Nehemiah 6:2-4 – 2 Sanballat and Geshem sent to me, saying, “Come and let us meet together at Hakkephirim in the plain of Ono.” But they intended to do me harm. 3 And I sent messengers to them, saying, “I am doing a great work and I cannot come down. Why should the work stop while I leave it and come down to you?” 4 And they sent to me four times in this way, and I answered them in the same manner.
Nehemiah had a job to do. He had a work to oversee. He could not just let the work go so as to have a round-table discussion with the enemies of the Lord. This was especially true when Nehemiah knew that these men intended to do him harm. They had no good intentions.

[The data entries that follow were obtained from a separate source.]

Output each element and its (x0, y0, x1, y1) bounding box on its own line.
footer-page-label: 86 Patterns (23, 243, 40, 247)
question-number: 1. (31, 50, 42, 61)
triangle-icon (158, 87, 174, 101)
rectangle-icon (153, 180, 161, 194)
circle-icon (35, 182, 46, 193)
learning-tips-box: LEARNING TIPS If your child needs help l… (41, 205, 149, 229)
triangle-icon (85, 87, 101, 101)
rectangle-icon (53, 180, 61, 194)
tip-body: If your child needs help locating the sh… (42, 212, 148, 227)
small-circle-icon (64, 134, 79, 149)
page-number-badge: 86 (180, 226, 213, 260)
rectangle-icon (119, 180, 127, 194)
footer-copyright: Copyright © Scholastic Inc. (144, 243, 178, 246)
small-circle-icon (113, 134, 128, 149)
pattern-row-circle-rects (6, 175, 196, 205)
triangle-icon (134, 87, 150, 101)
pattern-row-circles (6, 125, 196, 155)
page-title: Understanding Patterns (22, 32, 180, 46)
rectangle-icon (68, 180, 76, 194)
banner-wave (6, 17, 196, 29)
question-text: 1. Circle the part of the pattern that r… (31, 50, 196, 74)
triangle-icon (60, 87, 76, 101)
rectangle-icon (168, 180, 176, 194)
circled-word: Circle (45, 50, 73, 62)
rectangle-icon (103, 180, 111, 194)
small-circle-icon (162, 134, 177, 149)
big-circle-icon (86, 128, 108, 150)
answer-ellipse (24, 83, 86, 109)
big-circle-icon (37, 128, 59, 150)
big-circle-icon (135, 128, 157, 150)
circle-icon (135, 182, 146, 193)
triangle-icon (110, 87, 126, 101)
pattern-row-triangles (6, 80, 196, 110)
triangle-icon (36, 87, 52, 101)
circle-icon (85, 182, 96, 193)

Later, that same group would write a false letter to share with the Persian king to attempt to discredit Nehemiah. But Nehemiah would not stop the work because of their threats. Eventually they threatened Nehemiah with violence and tried to convince him to sin against God by running and hiding in the temple, a place off limits to Nehemiah.
Nehemiah 6:11-13 – 11 But I said, “Should such a man as I run away? And what man such as I could go into the temple and live? I will not go in.” 12 And I understood and saw that God had not sent him, but he had pronounced the prophecy against me because Tobiah and Sanballat had hired him. 13 For this purpose he was hired, that I should be afraid and act in this way and sin, and so they could give me a bad name in order to taunt me.
Nehemiah did not let himself get distracted from the work. He did not compromise the standards of the Lord, not even for his own safety, and the Lord took care of him.
I think we can learn from this in our present political predicament. As Christians in the U.S., we find ourselves facing distractions. People want our attention. People want us to focus on anything other than the actual mission of the church. People want us to compromise. People want us to stop doing what God calls the church to do. But we must not give in.
Eventually, the same people who wish first to distract us and shift our focus from the Lord will try other means. They will try threats both political and physical. We, as people of God, must not give in. We must learn that the Lord has always been able to use his people, regardless of their political situation. We must not compromise. WE must not run and hide. We must, instead, be faithful to the Lord and to his word.
We are called, Christians, to love the Lord our God with all our hearts. We are to obey the Lord Jesus. We are to call true and right what God says is true and right in his word regardless of popular opinion. We are to tell people that they need Jesus for salvation. We are to worship Jesus and make his glory our number one priority. We must not let ourselves be distracted with political in-fighting or threats. We simply are to be the people of God as God has called us. WE cannot hide through compromise. WE must stand on the word of God, faithfully honoring the Lord, if we wish to be what the Lord has called us to be.